I've been vacationing in western North Carolina and northern Georgia since I was a kid. I arrive, marvel at the mountains, and put on an unconvincing Southern drawl.
In the English books, the American kids' books, typically, there is a problem, the characters grapple with that problem, and the problem is resolved.
Even for natives, French satire is rarely laugh-out-loud funny. Its unspoken punch line is typically that things have gone irrevocably wrong, and the government is to blame.
I'm a third-generation Miamian. I'm fond of it. I'm an expatriate, so it's the only American city I can still legitimately claim.
When I tell French parents that I know lots of American kids who will eat only pasta or only white rice, they can't believe it. I mean, they can understand how the kid left to his own devices might do that, but they can't imagine that parents would allow that to happen.
I'm not an early adopter. I'll only start wearing new styles of clothing once they're practically out of date, and I won't move into a neighborhood until it's fully saturated with upscale coffee shops.
Here's some news you might find surprising: By and large, the French like Jews.
I had applied to become French - or, rather, Franco-American, as I'm now a dual citizen - partly because I could: I'd lived and paid taxes here for long enough.
When we're in the U.S., my kids instantly start snacking all the time. I don't know how it happens. There is just more food available all the time.

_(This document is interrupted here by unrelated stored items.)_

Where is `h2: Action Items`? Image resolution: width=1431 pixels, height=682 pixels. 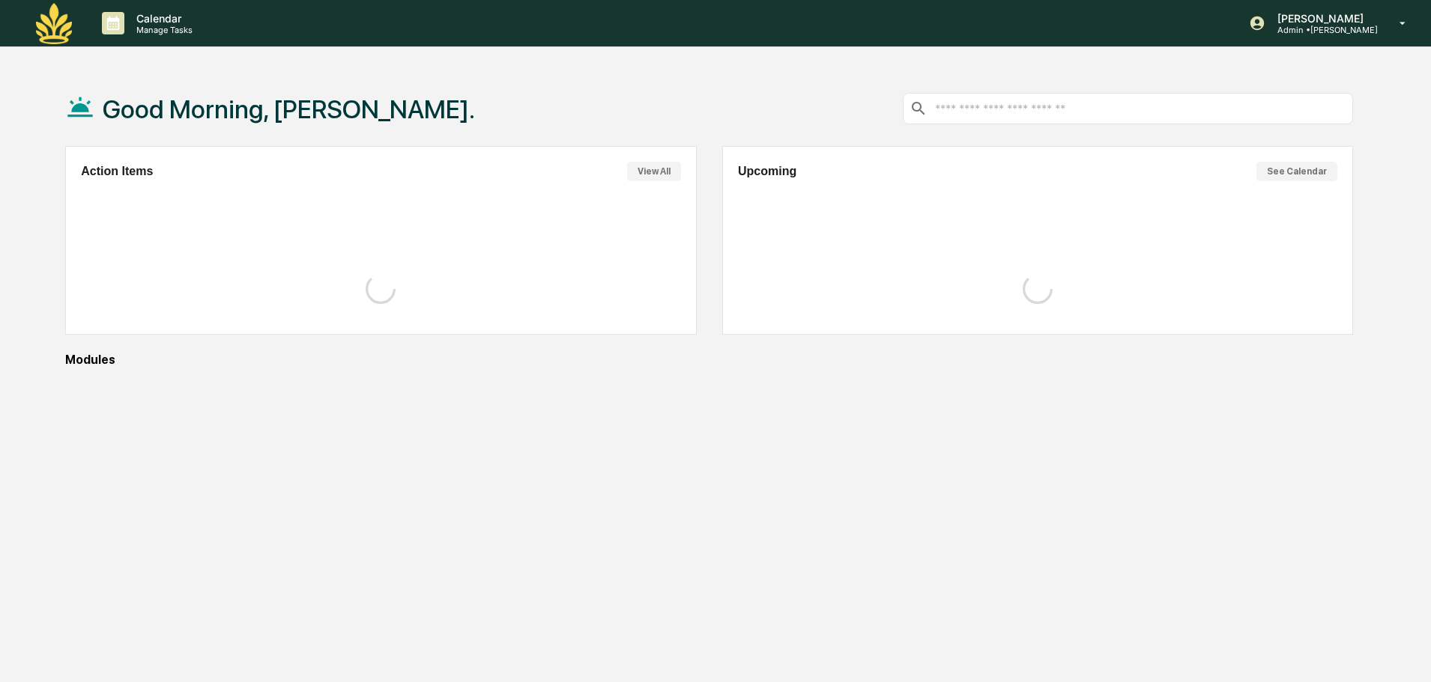 h2: Action Items is located at coordinates (117, 172).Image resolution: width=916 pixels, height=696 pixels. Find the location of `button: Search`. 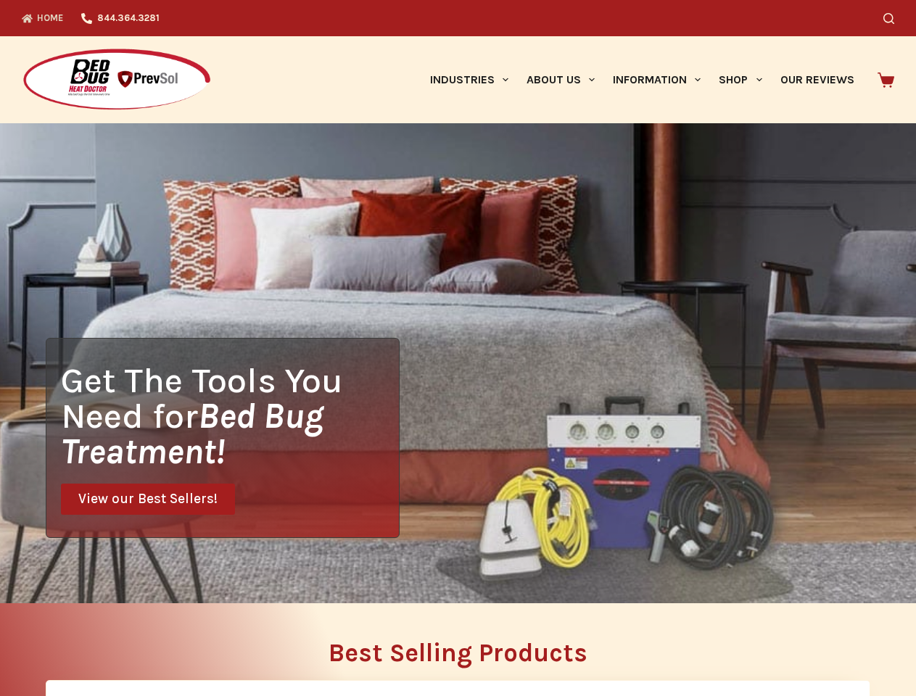

button: Search is located at coordinates (889, 18).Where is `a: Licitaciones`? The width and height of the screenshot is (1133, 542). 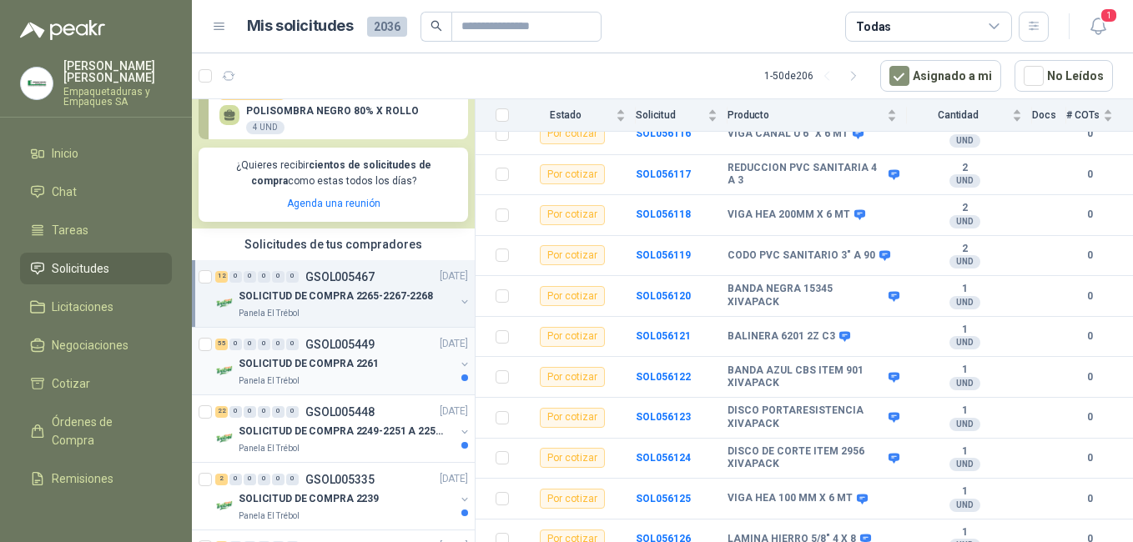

There aren't all these little different varieties of snack foods in France.
The main thing my bookcase says about me is that I'm not French.
I had applied to become French - or, rather, Franco-American, as I'm now a dual citizen - partly because I could: I'd lived and paid taxes here for long enough.
Parisians won't admit that they go to the gym, let alone that they're scared of terrorists.
I've got letters from all over the world saying what you're describing as American parenting is Chilean middle-class parenting, or it is Finnish middle-class parenting, or it is Slovak middle-class parenting.
Parisiennes rarely walk around wearing the giant diamonds that are de rigueur in certain New York neighborhoods.
Earnestness makes British people gag.
The French talk about education, the education of their children. They don't talk about raising kids. They talk about education. And that has nothing to do with school. It's this kind of broad description of how you raise children and what you teach them.
Not many foreigners move to Paris for their dream job. Many do it on a romantic whim.
There's an American idea that you want to look as young as you can for as long as you can. If you can be mistaken for a teenager from behind into your 50s, then you've won; you've succeeded.
I guess we're all supposed to get used to living in a more dangerous world.
French schools follow a national curriculum that includes arduous surveys of French philosophy and literature. Frenchmen then spend the rest of their lives quoting Proust to one another, with hardly anyone else catching the references.